Investors hoping Citigroup (C) CEO Chuck Prince would break up the company into smaller parts in order to significantly boost shareholder value will have to wait a little while, at least. After calling such break up talk ridiculous and stupid, Prince reportedly has decided to revamp the Citigroup's brand by, hold your breath, shortening the company's name to Citi and having each division's arc on the logo be a different color. Such a move is an attempt to "unify the identity of Citigroup's businesses" according to the Associated Press. Isn't unifying the company's identity the exact opposite of breaking the company up? Will the move do anything for the company's lagging stock price (shares have risen a total of about 5% over the last 5 years)? Highly unlikely.
Without a break up, Citi sports a 6 to 7 percent earnings growth rate and a 12 P/E multiple. Such a ratio seems about right for that type of growth. By breaking up into smaller pieces, it would be much more obvious to investors that some of Citi's businesses are growing much faster than the entire firm as a whole. In that case, higher multiples would clearly be afforded to some divisions.
The result would be increased shareholder value, not to mention better growth prospects given that it is much easier to grow a bunch of separately run, individualized, smaller firms than it is an enormous one. Just giving each business their own colored arc really doesn't accomplish that feat quite as well.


Your objective: Copy out all the lines in the records that include the word "savings".

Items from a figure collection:
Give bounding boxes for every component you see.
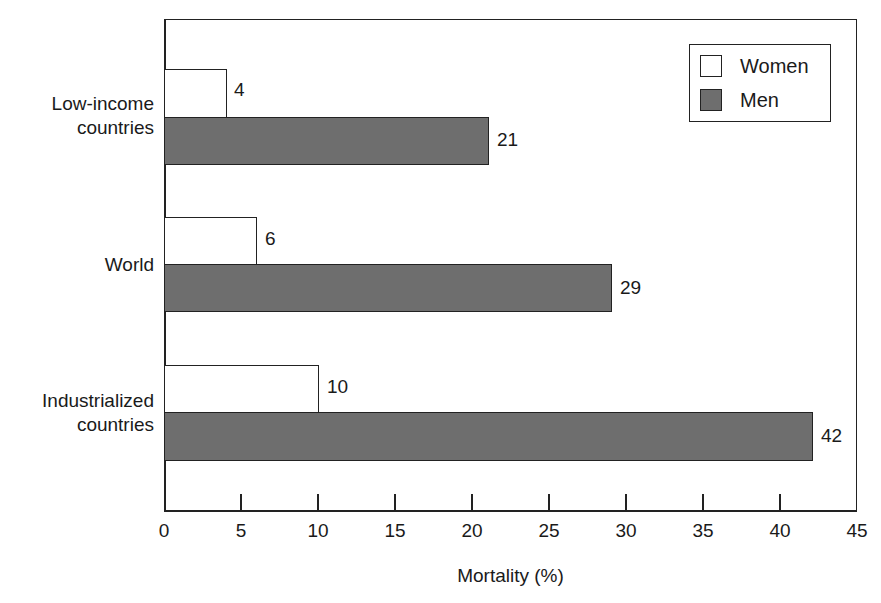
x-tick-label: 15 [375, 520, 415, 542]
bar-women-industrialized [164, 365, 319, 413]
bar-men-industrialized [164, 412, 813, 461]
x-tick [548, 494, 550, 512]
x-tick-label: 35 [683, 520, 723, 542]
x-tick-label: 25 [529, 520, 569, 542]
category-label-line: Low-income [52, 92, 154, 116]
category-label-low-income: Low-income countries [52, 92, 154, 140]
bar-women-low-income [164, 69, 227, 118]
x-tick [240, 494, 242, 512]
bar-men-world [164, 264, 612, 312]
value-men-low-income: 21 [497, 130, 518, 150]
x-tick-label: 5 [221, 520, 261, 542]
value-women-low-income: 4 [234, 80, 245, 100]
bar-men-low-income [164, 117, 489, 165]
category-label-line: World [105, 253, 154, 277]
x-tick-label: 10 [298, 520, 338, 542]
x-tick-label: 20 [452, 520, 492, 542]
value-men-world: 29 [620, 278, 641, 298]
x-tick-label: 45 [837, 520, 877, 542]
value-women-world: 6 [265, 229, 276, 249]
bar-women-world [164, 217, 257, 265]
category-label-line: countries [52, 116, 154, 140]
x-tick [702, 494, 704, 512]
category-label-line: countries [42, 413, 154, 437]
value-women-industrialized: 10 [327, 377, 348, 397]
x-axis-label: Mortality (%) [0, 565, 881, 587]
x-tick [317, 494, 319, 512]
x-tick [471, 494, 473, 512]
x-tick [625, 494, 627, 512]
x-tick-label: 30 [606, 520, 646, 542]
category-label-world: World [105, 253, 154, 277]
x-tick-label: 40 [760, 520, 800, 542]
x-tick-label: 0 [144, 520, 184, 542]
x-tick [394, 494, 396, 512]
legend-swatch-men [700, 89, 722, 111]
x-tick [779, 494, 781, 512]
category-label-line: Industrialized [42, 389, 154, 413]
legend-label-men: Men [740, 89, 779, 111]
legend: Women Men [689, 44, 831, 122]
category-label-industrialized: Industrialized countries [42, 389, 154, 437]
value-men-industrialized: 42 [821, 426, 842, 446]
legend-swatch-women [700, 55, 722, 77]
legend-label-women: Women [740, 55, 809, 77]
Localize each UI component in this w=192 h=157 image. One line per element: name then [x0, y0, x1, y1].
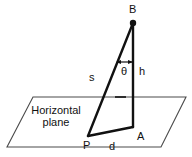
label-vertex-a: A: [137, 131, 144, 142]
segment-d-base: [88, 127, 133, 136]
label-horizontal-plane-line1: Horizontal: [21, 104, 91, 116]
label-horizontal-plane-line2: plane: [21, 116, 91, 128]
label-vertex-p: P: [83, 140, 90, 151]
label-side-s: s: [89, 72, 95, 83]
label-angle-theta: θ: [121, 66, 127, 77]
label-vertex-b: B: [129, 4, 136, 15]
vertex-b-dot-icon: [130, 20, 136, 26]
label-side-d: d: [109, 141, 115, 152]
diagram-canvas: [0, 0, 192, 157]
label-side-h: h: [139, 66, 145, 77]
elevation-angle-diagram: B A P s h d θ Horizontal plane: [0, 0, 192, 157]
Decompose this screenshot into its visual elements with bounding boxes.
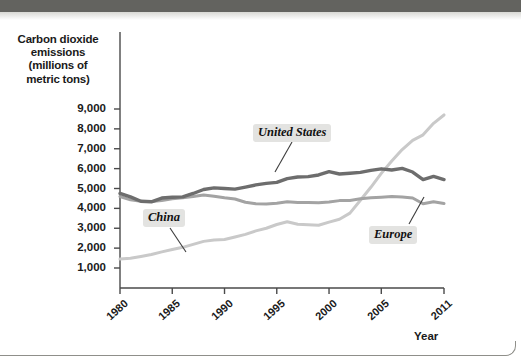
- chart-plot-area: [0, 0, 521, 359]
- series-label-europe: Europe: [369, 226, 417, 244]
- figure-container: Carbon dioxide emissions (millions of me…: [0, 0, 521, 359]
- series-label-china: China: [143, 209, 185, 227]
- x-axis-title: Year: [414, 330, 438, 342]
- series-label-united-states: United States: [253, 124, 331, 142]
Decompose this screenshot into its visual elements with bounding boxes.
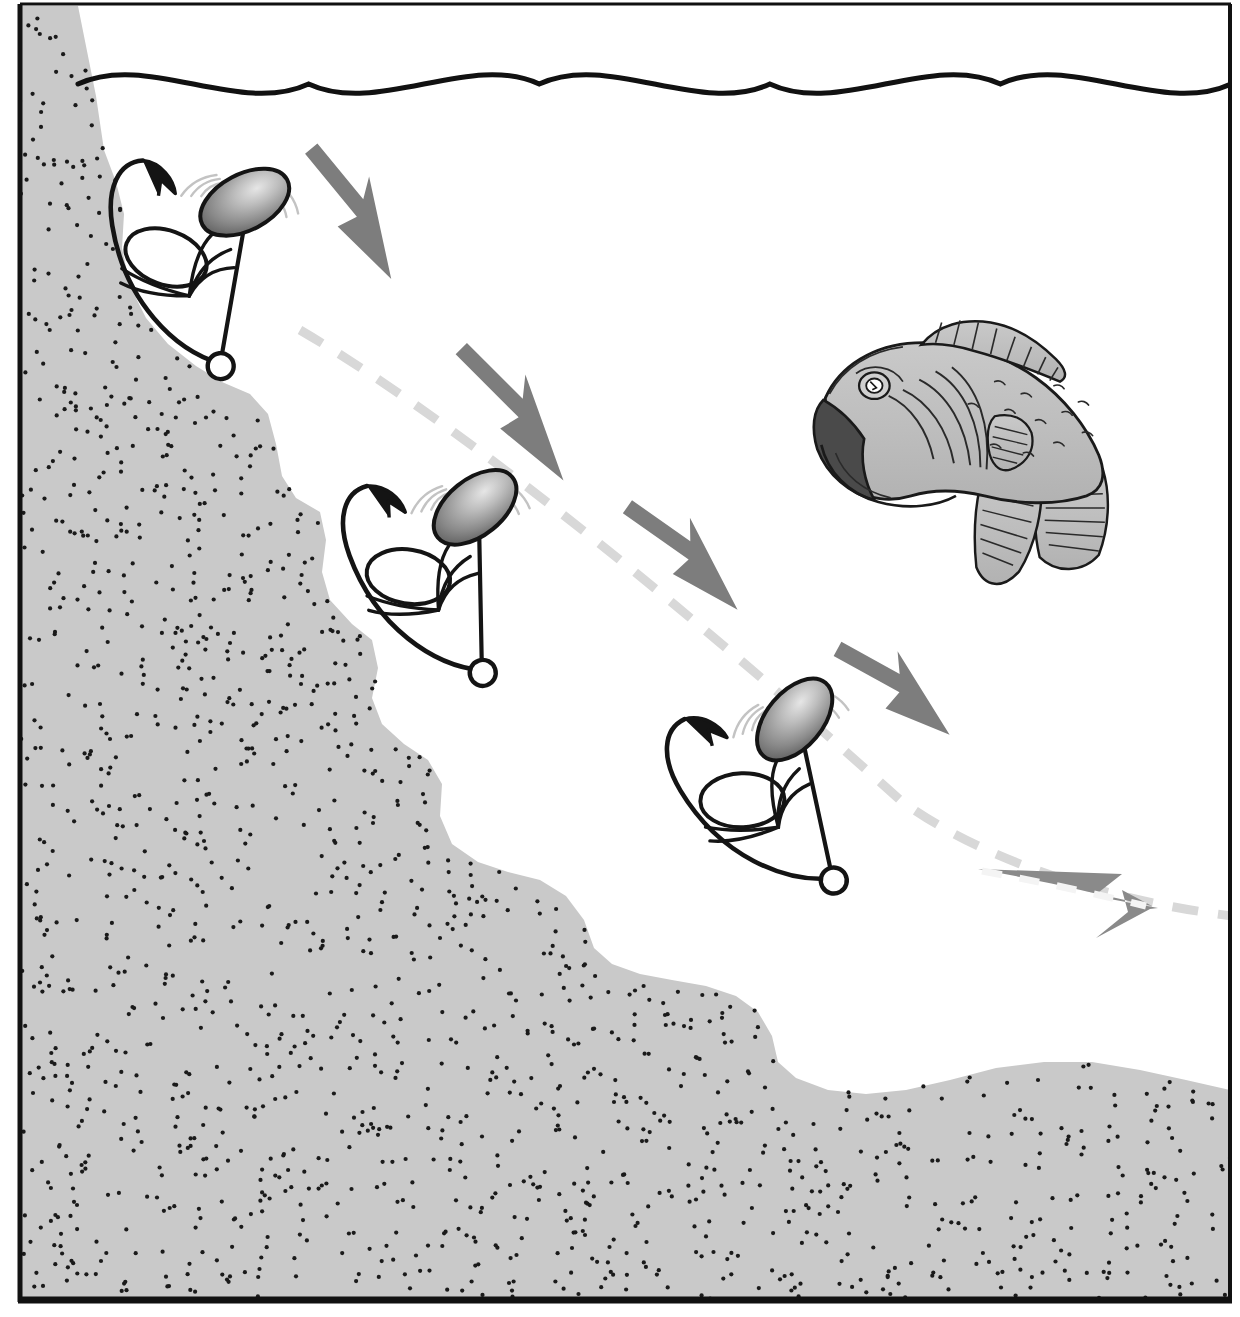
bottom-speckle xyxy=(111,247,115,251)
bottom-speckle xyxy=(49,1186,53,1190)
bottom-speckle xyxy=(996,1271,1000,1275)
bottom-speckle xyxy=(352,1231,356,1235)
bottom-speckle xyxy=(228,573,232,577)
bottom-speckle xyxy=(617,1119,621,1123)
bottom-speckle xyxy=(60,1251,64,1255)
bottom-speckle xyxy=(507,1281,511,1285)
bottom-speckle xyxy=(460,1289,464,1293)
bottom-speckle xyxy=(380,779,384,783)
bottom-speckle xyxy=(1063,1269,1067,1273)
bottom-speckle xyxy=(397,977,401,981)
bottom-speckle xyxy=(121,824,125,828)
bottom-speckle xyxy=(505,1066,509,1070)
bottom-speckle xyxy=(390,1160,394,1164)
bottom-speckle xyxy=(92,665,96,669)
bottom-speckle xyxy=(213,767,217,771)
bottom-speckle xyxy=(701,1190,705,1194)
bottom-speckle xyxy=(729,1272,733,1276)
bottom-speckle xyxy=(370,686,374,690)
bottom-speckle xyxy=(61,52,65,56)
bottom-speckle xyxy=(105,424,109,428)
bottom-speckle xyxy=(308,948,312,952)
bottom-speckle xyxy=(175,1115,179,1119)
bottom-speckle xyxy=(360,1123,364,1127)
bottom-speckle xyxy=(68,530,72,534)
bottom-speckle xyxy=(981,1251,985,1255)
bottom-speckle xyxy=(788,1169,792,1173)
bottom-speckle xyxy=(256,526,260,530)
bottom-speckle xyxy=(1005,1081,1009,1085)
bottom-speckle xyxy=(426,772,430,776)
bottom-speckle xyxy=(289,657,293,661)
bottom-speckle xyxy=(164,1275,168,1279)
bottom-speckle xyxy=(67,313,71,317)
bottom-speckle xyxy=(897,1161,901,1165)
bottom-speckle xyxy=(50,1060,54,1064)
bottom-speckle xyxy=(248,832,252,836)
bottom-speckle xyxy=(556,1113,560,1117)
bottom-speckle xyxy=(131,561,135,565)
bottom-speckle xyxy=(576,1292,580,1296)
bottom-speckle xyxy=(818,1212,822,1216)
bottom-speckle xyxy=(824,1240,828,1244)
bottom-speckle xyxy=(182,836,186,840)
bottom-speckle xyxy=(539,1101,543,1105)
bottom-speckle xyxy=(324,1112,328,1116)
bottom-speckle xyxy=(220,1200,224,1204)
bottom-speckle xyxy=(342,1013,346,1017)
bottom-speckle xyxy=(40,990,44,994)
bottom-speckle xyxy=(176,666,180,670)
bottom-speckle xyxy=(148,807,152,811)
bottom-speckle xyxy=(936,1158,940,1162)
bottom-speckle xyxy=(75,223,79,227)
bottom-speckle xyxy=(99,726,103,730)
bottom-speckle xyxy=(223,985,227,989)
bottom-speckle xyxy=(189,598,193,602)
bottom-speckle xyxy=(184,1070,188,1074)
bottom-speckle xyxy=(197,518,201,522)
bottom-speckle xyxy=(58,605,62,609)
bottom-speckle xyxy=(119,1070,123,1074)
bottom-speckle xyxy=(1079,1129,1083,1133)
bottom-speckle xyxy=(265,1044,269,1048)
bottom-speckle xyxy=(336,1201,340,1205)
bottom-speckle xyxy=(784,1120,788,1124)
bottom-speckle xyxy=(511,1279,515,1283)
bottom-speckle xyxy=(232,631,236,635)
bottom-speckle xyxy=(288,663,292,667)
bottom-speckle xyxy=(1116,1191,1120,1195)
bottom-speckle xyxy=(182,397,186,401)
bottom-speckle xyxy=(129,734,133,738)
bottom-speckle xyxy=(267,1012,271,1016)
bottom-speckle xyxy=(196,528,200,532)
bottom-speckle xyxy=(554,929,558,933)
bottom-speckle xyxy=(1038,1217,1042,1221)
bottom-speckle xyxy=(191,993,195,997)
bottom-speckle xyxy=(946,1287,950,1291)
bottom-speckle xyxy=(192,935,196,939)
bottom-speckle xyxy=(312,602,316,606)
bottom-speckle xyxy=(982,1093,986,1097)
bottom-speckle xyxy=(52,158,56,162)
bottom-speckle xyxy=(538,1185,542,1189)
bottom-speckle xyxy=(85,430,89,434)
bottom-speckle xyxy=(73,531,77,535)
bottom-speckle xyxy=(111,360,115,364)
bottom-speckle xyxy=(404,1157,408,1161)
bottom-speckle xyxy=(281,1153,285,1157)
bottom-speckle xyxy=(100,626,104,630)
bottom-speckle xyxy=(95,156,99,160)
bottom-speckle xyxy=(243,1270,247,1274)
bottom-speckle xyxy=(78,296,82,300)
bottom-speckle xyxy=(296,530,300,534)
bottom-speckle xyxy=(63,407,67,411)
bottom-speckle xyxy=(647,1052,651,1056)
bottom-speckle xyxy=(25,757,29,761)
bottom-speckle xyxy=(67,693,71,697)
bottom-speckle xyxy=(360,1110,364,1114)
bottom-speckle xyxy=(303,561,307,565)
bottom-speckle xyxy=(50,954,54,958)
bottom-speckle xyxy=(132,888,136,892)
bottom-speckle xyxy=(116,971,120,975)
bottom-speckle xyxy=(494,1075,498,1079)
* * *
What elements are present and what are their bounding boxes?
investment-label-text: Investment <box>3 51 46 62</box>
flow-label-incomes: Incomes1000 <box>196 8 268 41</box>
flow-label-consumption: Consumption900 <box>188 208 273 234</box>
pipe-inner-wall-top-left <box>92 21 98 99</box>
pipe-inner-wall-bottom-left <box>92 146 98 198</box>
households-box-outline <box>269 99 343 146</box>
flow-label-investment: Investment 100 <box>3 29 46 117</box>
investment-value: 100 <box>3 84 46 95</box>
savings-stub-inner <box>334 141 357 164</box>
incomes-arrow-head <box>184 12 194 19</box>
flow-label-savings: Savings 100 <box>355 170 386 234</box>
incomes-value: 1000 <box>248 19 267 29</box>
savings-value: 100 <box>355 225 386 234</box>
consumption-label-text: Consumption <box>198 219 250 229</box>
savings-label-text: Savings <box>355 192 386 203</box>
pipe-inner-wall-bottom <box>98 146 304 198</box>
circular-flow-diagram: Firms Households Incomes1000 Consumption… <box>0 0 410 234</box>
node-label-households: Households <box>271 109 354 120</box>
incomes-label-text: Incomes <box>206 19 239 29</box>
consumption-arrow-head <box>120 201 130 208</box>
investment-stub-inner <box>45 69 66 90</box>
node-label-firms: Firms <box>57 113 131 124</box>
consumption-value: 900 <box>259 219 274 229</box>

Answer to the problem:
savings-stub-inner <box>334 141 357 164</box>
flow-label-savings: Savings 100 <box>355 170 386 234</box>
savings-value: 100 <box>355 225 386 234</box>
savings-label-text: Savings <box>355 192 386 203</box>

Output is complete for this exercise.